Measuring the U.S. Supreme Court's policy changes is complicated by change in the content of the cases that come before the Court. I adapt from earlier scholarship a method to correct for changes in case content and use this method to measure change in the Court's support for civil liberties in the 1946–85 terms. Analysis based on this method indicates that because of changes in case content, the average difficulty of reaching a pro-civil liberties result varied during that period. With corrections for case difficulty, the Warren Court of the 1950s appears to have been more conservative, and the Burger Court more liberal, than patterns of case outcomes themselves suggest.

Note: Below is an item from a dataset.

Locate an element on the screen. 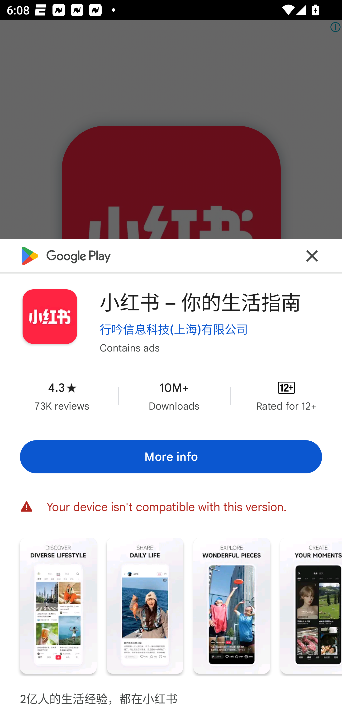 This screenshot has width=342, height=721. Image of app or game icon for 小红书 – 你的生活指南 is located at coordinates (50, 317).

This method, while imperfect, has utility for the measurement of policy change in the Supreme Court and other institutions and thus can serve as a building block in analyses of the processes and determinants of change.


1993 ◽  
Vol 87 (3) ◽  
pp. 717-726 ◽  
Author(s):  
Kevin T. McGuire ◽  
Gregory A. Caldeira

Each year thousands of cases and litigants come to the Supreme Court. How can the Court find the most important cases to decide? The law of obscenity illustrates particularly well the Court's problem as it constructs its plenary agenda. Using data drawn from petitions for certiorari and jurisdictional statements filed with the Supreme Court from 1955 to 1987, we formulate and test a model of case selection in which professional obscenity lawyers and organized interests figure as critical elements in the process of agenda building. We also encounter strong evidence of the Court's differential treatment of several different litigants. Moreover, the calculus of selection changed markedly over time, as the Court itself changed; the Burger Court and Warren Court weighed several of the criteria quite differently.


2001 ◽  
Vol 95 (1) ◽  
pp. 210-212
Author(s):  
Michael McCann

The editors of this timely volume announce at the outset that their aim is to provide a forum for recent scholarship that reacts critically to the previous generation of behavioralists who, since the 1950s, have analyzed the U.S. Supreme Court as little more than an aggregate of the relatively stable and identifiable policy preferences held by individual justices. Specifically, these essays pose a collective "response by a succeeding generation of Supreme Court scholars who are trained in political behavioralism but who have rediscovered the value and importance of understanding institutional contexts" (p. 12).


2020 ◽  
pp. 1-27
Author(s):  
Tongdong Bai

Abstract In the majority opinion by the U.S. Supreme Court over same-sex marriage, a claim by Confucius was quoted, which led to an uproar among Confucian scholars in mainland China. In this article, I will first explain the background of the debate over same-sex marriage in the United States, and why Confucius's claim was quoted. I will then show how a contemporary Confucian philosopher Zhang Xianglong addressed the issue of same-sex marriage from a Confucian perspective. In my view, compared with other mainland Confucians' responses, Zhang's are one of the most scholarly and moderate responses that nevertheless follow Confucian values. But he eventually rejected same-sex marriage on the Confucian ground. I will argue that, based on some Confucian values and principles which are shared by Zhang, we can answer Zhang's concerns with same-sex marriage, thus offering an even more moderate Confucian stance that accepts same-sex marriage. But this stance is still different from the typical liberal one. We will also see that, in order to accept same-sex marriage, it is the liberals, not the Confucians, who will have to deal with an issue—the acceptance of polygamy—that poses a serious challenge to the principle of equality, which is fundamental to some liberals.